In Keokuk county, the tornado had crossed a landscape of deep wooded ravines. Now a flat bare country lay before it; but, on Campbell's farm, the tornado left the ground. The roaring ceased. Mrs. Forbes, about a mile north-west of the tornado, watched the funnel until it grew too dark to see; then the clouds lightened, and she saw the tornado again near Campbell's house. Suddenly it seemed to vanish; then she saw the funnel again, “whirling at a furious rate in the clouds”. Several other observers saw whirling clouds after the tornado lifted.
Seven miles further on, at Westchester, in Washington County, G.W.. James heard a roaring overhead, and saw a cloud whirling rapidly anticlockwise. Then, an 'arm' descended from the cloud and struck a ploughed field. At Jackson's township, J.C. Brown first saw the tornado as it was tearing up his fences. He had time to observe one whirl, which looked like smoke, touching the earth, before he took shelter in a ditch. He then saw, on each side of the main funnel, two smaller ones, which soon joined it.
W.H. Burham, of Cedar township, saw an intensely black cloud 300 yards to the south of him, which rose and fell, and tore up the ground whenever it touched down. Fence-rails, each weighing about 40 pounds, were lifted into the cloud and flung from its summit.
Thomas Waters, of Jackson township, saw the tornado approaching, 'rolling on the ground like a wave'. He went to his storm cave, 8 yards south of his house, and watched it blown away. Part of the roof was blown off, then the house 'went bodily like lightning'. The house, 30 by 16 by 11 feet, and weighing at least 10 tons, was carried bodily down a slope for 24 yards before it struck the ground, turned over, and went to pieces.
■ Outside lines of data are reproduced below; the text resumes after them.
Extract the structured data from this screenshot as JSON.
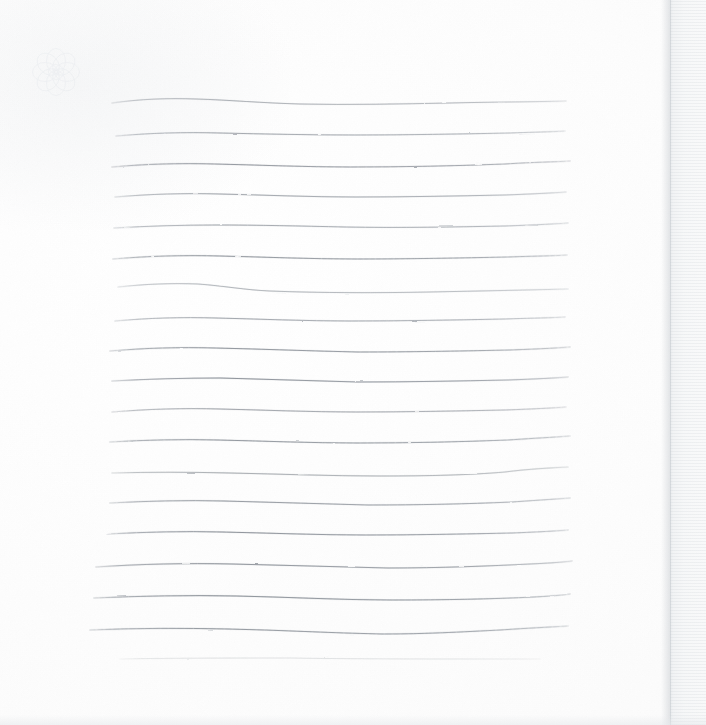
{
  "canvas": {
    "width": 706,
    "height": 725,
    "background_color": "#fdfdfd",
    "paper_color": "#ffffff",
    "description": "Scanned sheet of white drawing paper with hand-drawn horizontal pencil lines"
  },
  "watermark": {
    "name": "rosette-flower",
    "center_x": 56,
    "center_y": 72,
    "radius": 26,
    "petals": 8,
    "color": "#e2e6ea",
    "opacity": 0.4,
    "visible_label": ""
  },
  "edge": {
    "name": "paper-right-edge",
    "x": 670,
    "width": 36,
    "color": "#eef0f2",
    "shadow_color": "#bcc1c7"
  },
  "bottom_band": {
    "name": "scanner-bottom-band",
    "height": 10,
    "color": "#e6e9ec"
  },
  "chart_data": {
    "type": "line",
    "title": "",
    "subtitle": "",
    "xlabel": "",
    "ylabel": "",
    "grid": false,
    "legend": "none",
    "xlim": [
      0,
      706
    ],
    "ylim": [
      0,
      725
    ],
    "annotations": [],
    "stroke_color": "#8d939b",
    "line_count": 19,
    "mean_spacing": 30,
    "x_start_mean": 110,
    "x_end_mean": 568,
    "series": [
      {
        "name": "line-01",
        "y": 100,
        "x_start": 112,
        "x_end": 566,
        "opacity": 0.62,
        "thickness": 0.9,
        "path": "M112,103 C140,99 168,98 196,99 C230,100 262,103 300,104 C350,105 400,104 450,103 C490,102 530,102 566,101"
      },
      {
        "name": "line-02",
        "y": 133,
        "x_start": 116,
        "x_end": 565,
        "opacity": 0.7,
        "thickness": 0.9,
        "path": "M116,136 C150,133 185,132 220,133 C265,134 310,135 355,135 C405,135 460,134 510,133 C535,132 552,132 565,131"
      },
      {
        "name": "line-03",
        "y": 164,
        "x_start": 112,
        "x_end": 570,
        "opacity": 0.78,
        "thickness": 1.0,
        "path": "M112,167 C145,164 180,163 215,164 C260,165 305,167 350,167 C400,167 455,166 505,164 C535,162 555,162 570,161"
      },
      {
        "name": "line-04",
        "y": 194,
        "x_start": 115,
        "x_end": 566,
        "opacity": 0.72,
        "thickness": 0.9,
        "path": "M115,197 C150,194 185,193 220,194 C265,195 310,197 355,197 C405,197 455,196 505,195 C532,194 552,193 566,192"
      },
      {
        "name": "line-05",
        "y": 225,
        "x_start": 114,
        "x_end": 568,
        "opacity": 0.7,
        "thickness": 0.9,
        "path": "M114,228 C148,226 182,225 216,225 C258,225 300,226 345,227 C400,228 455,227 505,226 C534,225 554,224 568,223"
      },
      {
        "name": "line-06",
        "y": 257,
        "x_start": 113,
        "x_end": 567,
        "opacity": 0.8,
        "thickness": 1.0,
        "path": "M113,259 C148,256 184,255 220,256 C265,257 310,259 356,259 C408,259 460,258 508,257 C535,256 554,256 567,255"
      },
      {
        "name": "line-07",
        "y": 287,
        "x_start": 118,
        "x_end": 568,
        "opacity": 0.58,
        "thickness": 0.9,
        "path": "M118,287 C145,284 172,283 198,284 C225,286 245,290 270,291 C320,293 380,293 430,292 C480,291 530,290 568,289"
      },
      {
        "name": "line-08",
        "y": 318,
        "x_start": 115,
        "x_end": 565,
        "opacity": 0.72,
        "thickness": 0.9,
        "path": "M115,321 C148,318 182,317 216,318 C260,319 305,321 350,321 C400,321 455,320 505,319 C532,318 552,318 565,317"
      },
      {
        "name": "line-09",
        "y": 349,
        "x_start": 110,
        "x_end": 570,
        "opacity": 0.82,
        "thickness": 1.0,
        "path": "M110,351 C145,348 180,347 215,348 C262,349 310,351 358,352 C410,352 462,351 510,350 C538,349 558,348 570,347"
      },
      {
        "name": "line-10",
        "y": 379,
        "x_start": 112,
        "x_end": 568,
        "opacity": 0.84,
        "thickness": 1.0,
        "path": "M112,381 C148,379 184,378 220,378 C266,379 312,381 358,382 C408,382 458,381 508,380 C536,379 556,378 568,377"
      },
      {
        "name": "line-11",
        "y": 409,
        "x_start": 112,
        "x_end": 566,
        "opacity": 0.74,
        "thickness": 0.9,
        "path": "M112,412 C148,409 184,408 220,409 C265,410 310,412 356,412 C406,412 456,411 505,410 C533,409 553,408 566,407"
      },
      {
        "name": "line-12",
        "y": 440,
        "x_start": 110,
        "x_end": 570,
        "opacity": 0.8,
        "thickness": 1.0,
        "path": "M110,442 C145,440 182,439 218,440 C264,441 310,443 358,443 C408,443 458,442 508,440 C538,438 558,437 570,436"
      },
      {
        "name": "line-13",
        "y": 470,
        "x_start": 112,
        "x_end": 568,
        "opacity": 0.66,
        "thickness": 0.9,
        "path": "M112,473 C150,472 190,472 230,473 C280,474 330,476 380,476 C430,476 470,475 505,472 C528,469 550,468 568,467"
      },
      {
        "name": "line-14",
        "y": 501,
        "x_start": 110,
        "x_end": 570,
        "opacity": 0.76,
        "thickness": 1.0,
        "path": "M110,503 C148,501 186,500 224,501 C272,502 320,504 368,505 C418,505 466,504 512,502 C540,500 558,499 570,498"
      },
      {
        "name": "line-15",
        "y": 532,
        "x_start": 108,
        "x_end": 568,
        "opacity": 0.84,
        "thickness": 1.0,
        "path": "M108,534 C146,532 184,531 222,532 C270,533 318,535 366,535 C416,535 464,534 512,533 C538,532 556,531 568,530"
      },
      {
        "name": "line-16",
        "y": 563,
        "x_start": 96,
        "x_end": 572,
        "opacity": 0.82,
        "thickness": 1.0,
        "path": "M96,567 C140,564 186,563 232,564 C284,565 336,567 388,568 C440,568 490,566 530,564 C552,563 565,562 572,561"
      },
      {
        "name": "line-17",
        "y": 595,
        "x_start": 94,
        "x_end": 570,
        "opacity": 0.86,
        "thickness": 1.0,
        "path": "M94,598 C140,596 188,595 236,596 C288,597 340,600 392,600 C444,600 494,599 534,597 C554,596 564,595 570,594"
      },
      {
        "name": "line-18",
        "y": 628,
        "x_start": 90,
        "x_end": 568,
        "opacity": 0.8,
        "thickness": 1.0,
        "path": "M90,630 C136,628 182,628 228,629 C280,630 330,633 382,634 C426,634 460,632 500,630 C530,628 552,627 568,626"
      },
      {
        "name": "line-19",
        "y": 658,
        "x_start": 120,
        "x_end": 540,
        "opacity": 0.22,
        "thickness": 0.8,
        "path": "M120,659 C170,658 230,658 290,658 C350,659 420,659 480,659 C510,659 528,659 540,659"
      }
    ]
  }
}
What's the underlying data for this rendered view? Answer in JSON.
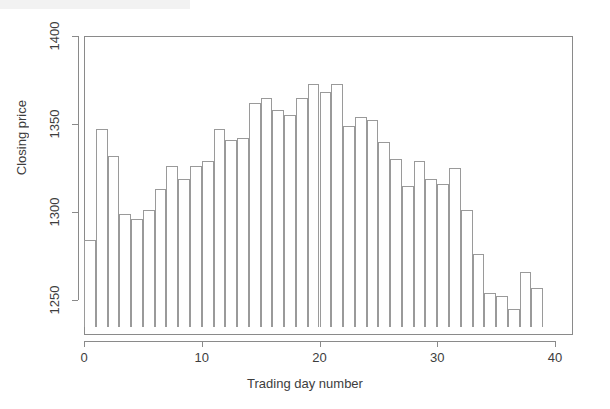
{
  "chart_data": {
    "type": "bar",
    "title": "",
    "subtitle": "",
    "xlabel": "Trading day number",
    "ylabel": "Closing price",
    "xlim": [
      0,
      40.5
    ],
    "ylim": [
      1240,
      1400
    ],
    "baseline": 1240,
    "grid": false,
    "legend": null,
    "x_ticks": [
      0,
      10,
      20,
      30,
      40
    ],
    "x_tick_labels": [
      "0",
      "10",
      "20",
      "30",
      "40"
    ],
    "y_ticks": [
      1250,
      1300,
      1350,
      1400
    ],
    "y_tick_labels": [
      "1250",
      "1300",
      "1350",
      "1400"
    ],
    "bar_fill": "#ffffff",
    "bar_border": "#9a9a9a",
    "axis_color": "#8a8a8a",
    "text_color": "#3d3d3d",
    "background": "#ffffff",
    "categories": [
      1,
      2,
      3,
      4,
      5,
      6,
      7,
      8,
      9,
      10,
      11,
      12,
      13,
      14,
      15,
      16,
      17,
      18,
      19,
      20,
      21,
      22,
      23,
      24,
      25,
      26,
      27,
      28,
      29,
      30,
      31,
      32,
      33,
      34,
      35,
      36,
      37,
      38,
      39
    ],
    "values": [
      1284,
      1347,
      1332,
      1299,
      1296,
      1301,
      1313,
      1326,
      1319,
      1326,
      1329,
      1347,
      1341,
      1342,
      1362,
      1365,
      1358,
      1355,
      1365,
      1373,
      1368,
      1373,
      1349,
      1354,
      1352,
      1340,
      1330,
      1315,
      1329,
      1319,
      1316,
      1325,
      1301,
      1276,
      1254,
      1252,
      1245,
      1266,
      1257
    ]
  },
  "axis": {
    "x_title": "Trading day number",
    "y_title": "Closing price"
  }
}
J.K. Marbourg, of Jackson township, had been watching the parent storm for a long time before the tornado arrived. Hailstones like chunks of ice, up to the size of a hen's egg, fell. Two clouds seemed to rush together from the south-west and the west, merging into a shape like an arrow, and forming the whirl. When the tornado was 120 rods (660 yards) distant, the base appeared to split into two funnels, which were not revolving, but appeared to unite. The sky grew very dark. A schoolhouse was being destroyed, and Marbourg saw timbers fly upwards. He started towards the schoolhouse, but a violent gust of wind from the north-west carried him several yards and badly damaged his outbuildings; ; it was followed by torrential rain, and a cold north wind. At last Marbourg set out for the schoolhouse, but could not find it. Suddenly, he saw the teacher and the children. They were covered in mud, and shivering; four of Marbourg's own children were there, but he did not recognise them. All were badly injured, and had no idea what had happened to them. The body of one student was found 40 yards north-west of the schoolhouse.
The storm passed from Washington County into Louisa County, moving south-east. Charles Crim, of Union township, saw a 'tongue of cloud shaped like a funnel hanging from the clouds'. It did not reach the earth.
Sergeant Mackintosh lost sight of the tornado track here, and, despite assiduous searching, found no further trace of it. At last he gave up, and took a train to Prairie City, Illinois, to investigate the track of another tornado. He had travelled many miles in Iowa, enduring intense heat and temperatures of over 90° F., questioning everyone he met on the road, in the fields, or at home. “Of course, by far the majority could give no information worth taking”, and by the time he arrived, several weeks after the tornado, “its traces were becoming rapidly obliterated, both in the memories of the witnesses and upon the surface of the earth”.